WASHINGTON - The union organizing movement against Wal-Mart Stores has all the trappings of a grass-roots political campaign: a snappy Web site, volunteer action list, and an issues-based platform that focuses on wages, health care and retirement security.
If the unionizing campaign at the retail behemoth has a familiar ring, it may be because one of its leaders honed his skills in the 2004 presidential campaign of former Vermont Gov. Howard Dean, an unsuccessful candidate for the Democratic nomination.
Howard Dean approach
Paul Blank was the national political director for Dean, whose strong showing early in the contest was credited to an Internet-based campaign that appealed to young voters and donors disillusioned by big-party politics.
Organized labor — led by the United Food and Commercial Workers International Union (UFCW) — is using a similar approach against Wal-Mart, the world's largest retailer. The company, with sales of $284 billion last year, has embittered unions for years by blocking efforts to organize its more than 1.2 million North American workers, including shutting down a store in Canada where employees were pressing for union representation and closing all its meat-packing operations when 11 butchers in Texas voted to unionize.
"One of the reasons the UFCW hired me is that I had approached them and said look, if you're going to change the largest company in the world, there's only one way to do that," Blank said in an interview. That way, Blank continued, was "to build enough pressure from the bottom up to change Wal-Mart. And in some ways, I believe that's the case in how to change the political system as well."
40,000 signed up
The Dean campaign used the Internet to enlist volunteers, alert supporters to campaign events and neighborhood fund-raising events, and rally young voters — dubbed "Deanie boppers." The Internet also became a formidable fund-raising engine for Dean.
Blank says the union has signed up more than 40,000 supporters on its anti-Wal-Mart Internet site in just a few weeks, although the UFCW is not using the Web to raise money. Those supporters include community activists concerned about Wal-Mart's impact on small businesses, environmentalists opposed to "big-box" stores and Wal-Mart workers who want better pay and benefits.
He credits UFCW President Joe Hansen for launching the "Wake Up Wal-Mart" campaign earlier this year, attacking the company on a broad front after 20 years of failed efforts to organize Wal-Mart employees.
"The UFCW has realized that it's not just a worker-based campaign any longer, but it's really America's campaign to change Wal-Mart," Blank said. "So we have shifted the focus from just in-store organizing, which is the traditional union model of store-by-store organizing into a model where we're building a grass-roots movement of Americans who want to change Wal-Mart."
The changes the UFCW and its allies at the AFL-CIO labor federation seek include guaranteed health and retirement benefits and a boost in wages that now average $9.68 per hour.
Wal-Mart offers health insurance and a 401(k) retirement plan to its workers, but the union says the vast majority of employees earn too little to pay their share of medical coverage or to participate in the 401(k).
Wal-Mart's response
The company recently launched its own public-relations blitz to soften its hard-edge business image. Wal-Mart Chief Executive Lee Scott, speaking at the company's first-ever press conference at the headquarters in Bentonville, Ark., in February, said the company creates stable jobs and is committed to providing a good working environment for employees.
Mona Williams, Wal-Mart's vice president for communications, said in a written statement that the company is "willing to listen to people with concerns about health care and other employee issues" and dismissed critics as "simply focused on their own self-interests and narrow political agendas."
But Wal-Mart did not grant a request for a telephone interview to discuss the UFCW's campaign.
Wal-Mart, an American icon that is expanding across the globe, has had its troubles. In recent weeks, Thomas Coughlin resigned as vice chairman amid questions about his expense claims and labor accusations that he helped finance anti-union activities in violation of federal law. A federal grand jury also is reviewing allegations of misspending within Wal-Mart. And the company has recently settled cases involving allegations of child and immigrant labor abuses.
Wal-Mart also faced angry unions and had bomb threats when it shut down a store in Jonquiere, Quebec, where employees seeking to unionize asked a Quebec labor board to intervene. Wal-Mart blamed the closure on poor sales.
Still, the recent stumbles haven't hurt business. Wal-Mart sales continue to grow, although not as fast as that of rivals Target and Costco.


» TASK REQUIREMENTS: Match the word "Paar". Return each line of the data below where it appears.

(Records from a data collection)
"""

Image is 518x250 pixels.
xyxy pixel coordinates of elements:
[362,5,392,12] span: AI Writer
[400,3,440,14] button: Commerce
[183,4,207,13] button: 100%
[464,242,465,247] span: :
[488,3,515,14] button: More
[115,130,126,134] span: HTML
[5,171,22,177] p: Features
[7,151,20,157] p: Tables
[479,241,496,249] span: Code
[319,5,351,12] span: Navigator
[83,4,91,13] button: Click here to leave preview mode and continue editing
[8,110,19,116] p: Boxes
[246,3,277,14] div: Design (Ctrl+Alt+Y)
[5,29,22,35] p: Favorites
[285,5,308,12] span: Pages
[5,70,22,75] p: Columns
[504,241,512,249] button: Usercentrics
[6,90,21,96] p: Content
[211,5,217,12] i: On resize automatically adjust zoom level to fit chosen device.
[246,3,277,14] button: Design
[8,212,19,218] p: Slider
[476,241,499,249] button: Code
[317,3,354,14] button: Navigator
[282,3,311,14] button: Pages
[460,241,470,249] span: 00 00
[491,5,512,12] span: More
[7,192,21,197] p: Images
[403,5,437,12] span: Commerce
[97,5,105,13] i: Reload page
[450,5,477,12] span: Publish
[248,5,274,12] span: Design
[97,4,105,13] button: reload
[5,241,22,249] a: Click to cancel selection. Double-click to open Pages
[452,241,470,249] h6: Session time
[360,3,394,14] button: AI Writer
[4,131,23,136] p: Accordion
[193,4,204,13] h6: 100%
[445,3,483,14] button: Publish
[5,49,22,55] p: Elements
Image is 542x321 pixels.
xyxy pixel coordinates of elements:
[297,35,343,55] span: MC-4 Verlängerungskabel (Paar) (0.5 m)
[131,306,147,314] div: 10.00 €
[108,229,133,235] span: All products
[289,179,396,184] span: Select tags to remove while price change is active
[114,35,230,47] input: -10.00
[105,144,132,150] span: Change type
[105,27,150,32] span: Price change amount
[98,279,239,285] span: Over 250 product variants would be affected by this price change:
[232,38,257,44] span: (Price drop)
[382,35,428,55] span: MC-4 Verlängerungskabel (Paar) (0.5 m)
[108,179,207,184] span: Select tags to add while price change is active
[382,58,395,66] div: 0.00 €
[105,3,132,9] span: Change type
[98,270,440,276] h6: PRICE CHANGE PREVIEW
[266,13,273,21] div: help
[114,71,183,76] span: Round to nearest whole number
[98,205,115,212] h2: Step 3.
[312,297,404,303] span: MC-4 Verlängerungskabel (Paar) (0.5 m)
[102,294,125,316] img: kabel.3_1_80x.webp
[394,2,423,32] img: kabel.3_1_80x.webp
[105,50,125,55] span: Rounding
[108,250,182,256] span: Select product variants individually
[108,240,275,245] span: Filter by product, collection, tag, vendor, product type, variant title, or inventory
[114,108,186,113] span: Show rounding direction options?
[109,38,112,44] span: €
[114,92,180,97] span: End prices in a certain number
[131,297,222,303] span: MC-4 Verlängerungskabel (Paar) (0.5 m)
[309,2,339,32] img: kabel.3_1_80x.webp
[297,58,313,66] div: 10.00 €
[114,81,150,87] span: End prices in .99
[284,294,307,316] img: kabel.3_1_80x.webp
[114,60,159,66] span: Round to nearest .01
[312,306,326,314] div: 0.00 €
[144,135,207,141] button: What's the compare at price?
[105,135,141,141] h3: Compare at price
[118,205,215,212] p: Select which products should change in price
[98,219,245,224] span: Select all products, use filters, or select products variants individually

"""
"""

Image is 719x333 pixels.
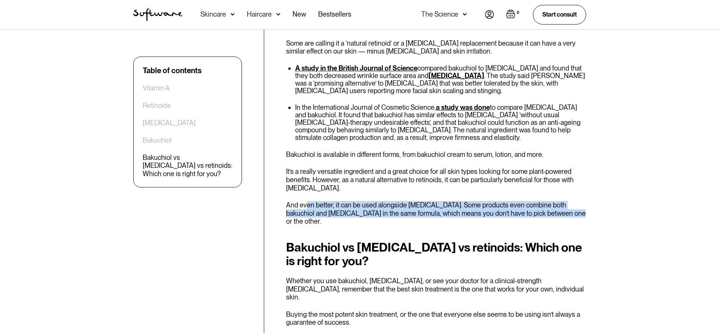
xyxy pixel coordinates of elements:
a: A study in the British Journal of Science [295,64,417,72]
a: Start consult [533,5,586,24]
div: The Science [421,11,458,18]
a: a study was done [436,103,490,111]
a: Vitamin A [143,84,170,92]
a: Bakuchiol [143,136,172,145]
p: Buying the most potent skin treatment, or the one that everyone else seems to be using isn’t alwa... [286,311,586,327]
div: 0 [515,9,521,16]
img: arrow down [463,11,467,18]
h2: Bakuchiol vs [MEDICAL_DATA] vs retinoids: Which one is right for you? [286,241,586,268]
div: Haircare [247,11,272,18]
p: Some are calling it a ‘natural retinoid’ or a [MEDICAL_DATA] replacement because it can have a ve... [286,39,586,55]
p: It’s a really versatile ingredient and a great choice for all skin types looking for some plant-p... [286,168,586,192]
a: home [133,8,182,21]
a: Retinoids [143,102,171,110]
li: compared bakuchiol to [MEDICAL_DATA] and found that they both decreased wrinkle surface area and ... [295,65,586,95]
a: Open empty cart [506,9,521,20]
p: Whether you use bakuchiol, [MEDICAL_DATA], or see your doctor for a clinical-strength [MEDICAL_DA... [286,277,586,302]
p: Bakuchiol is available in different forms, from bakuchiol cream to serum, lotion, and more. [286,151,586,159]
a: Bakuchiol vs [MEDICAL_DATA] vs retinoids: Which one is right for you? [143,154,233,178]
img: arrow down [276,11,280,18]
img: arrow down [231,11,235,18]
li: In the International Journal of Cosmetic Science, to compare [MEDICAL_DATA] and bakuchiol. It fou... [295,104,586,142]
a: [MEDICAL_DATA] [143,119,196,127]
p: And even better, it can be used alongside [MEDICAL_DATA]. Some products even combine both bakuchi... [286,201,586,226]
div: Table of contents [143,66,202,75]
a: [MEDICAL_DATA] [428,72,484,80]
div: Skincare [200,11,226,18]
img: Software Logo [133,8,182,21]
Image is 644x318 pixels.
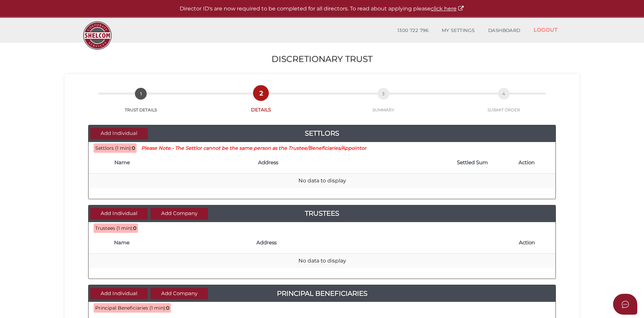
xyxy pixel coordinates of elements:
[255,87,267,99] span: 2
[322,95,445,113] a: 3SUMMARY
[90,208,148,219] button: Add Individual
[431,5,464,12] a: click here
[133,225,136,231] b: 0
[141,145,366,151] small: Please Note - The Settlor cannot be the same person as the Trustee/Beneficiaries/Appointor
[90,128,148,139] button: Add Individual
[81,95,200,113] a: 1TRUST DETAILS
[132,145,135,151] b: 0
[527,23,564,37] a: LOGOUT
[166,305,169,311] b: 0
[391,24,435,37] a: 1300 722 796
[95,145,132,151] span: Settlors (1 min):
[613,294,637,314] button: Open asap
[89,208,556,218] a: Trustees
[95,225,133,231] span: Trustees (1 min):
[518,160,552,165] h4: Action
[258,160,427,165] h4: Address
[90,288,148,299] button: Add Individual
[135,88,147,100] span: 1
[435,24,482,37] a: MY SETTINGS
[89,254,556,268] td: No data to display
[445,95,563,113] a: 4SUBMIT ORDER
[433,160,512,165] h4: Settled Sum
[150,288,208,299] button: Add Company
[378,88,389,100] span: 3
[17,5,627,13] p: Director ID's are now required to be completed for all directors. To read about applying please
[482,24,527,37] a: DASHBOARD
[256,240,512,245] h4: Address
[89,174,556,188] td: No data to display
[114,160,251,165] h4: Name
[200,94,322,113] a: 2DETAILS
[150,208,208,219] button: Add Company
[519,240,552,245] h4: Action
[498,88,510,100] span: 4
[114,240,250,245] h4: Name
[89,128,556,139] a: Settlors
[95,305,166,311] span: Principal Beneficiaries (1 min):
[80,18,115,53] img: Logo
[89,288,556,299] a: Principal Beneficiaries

"""
"""

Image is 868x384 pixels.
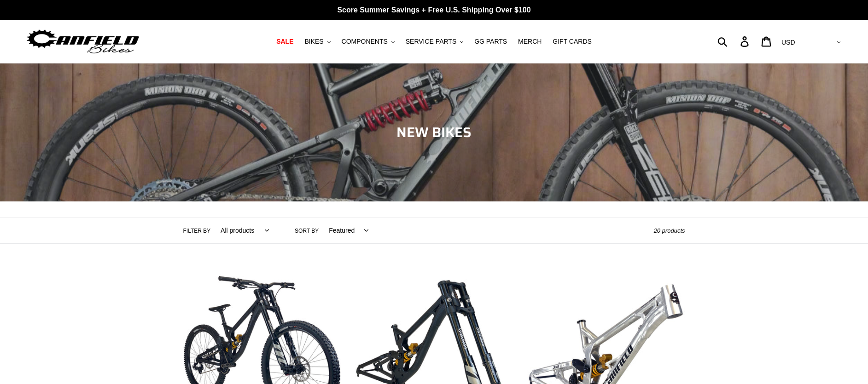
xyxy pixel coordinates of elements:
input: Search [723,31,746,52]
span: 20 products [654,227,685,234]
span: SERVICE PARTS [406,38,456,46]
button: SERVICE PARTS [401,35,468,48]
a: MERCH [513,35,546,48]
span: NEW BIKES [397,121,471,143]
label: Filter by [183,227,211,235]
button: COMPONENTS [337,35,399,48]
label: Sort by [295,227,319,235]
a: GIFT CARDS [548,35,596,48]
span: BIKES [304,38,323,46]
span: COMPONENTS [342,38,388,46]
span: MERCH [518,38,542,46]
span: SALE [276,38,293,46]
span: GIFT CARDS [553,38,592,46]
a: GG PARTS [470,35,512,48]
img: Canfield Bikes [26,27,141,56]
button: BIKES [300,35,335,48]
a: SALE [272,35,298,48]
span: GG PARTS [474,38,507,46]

"""

» EXERCISE RESPONSE:
[297,35,343,55] span: MC-4 Verlängerungskabel (Paar) (0.5 m)
[382,35,428,55] span: MC-4 Verlängerungskabel (Paar) (0.5 m)
[312,297,404,303] span: MC-4 Verlängerungskabel (Paar) (0.5 m)
[131,297,222,303] span: MC-4 Verlängerungskabel (Paar) (0.5 m)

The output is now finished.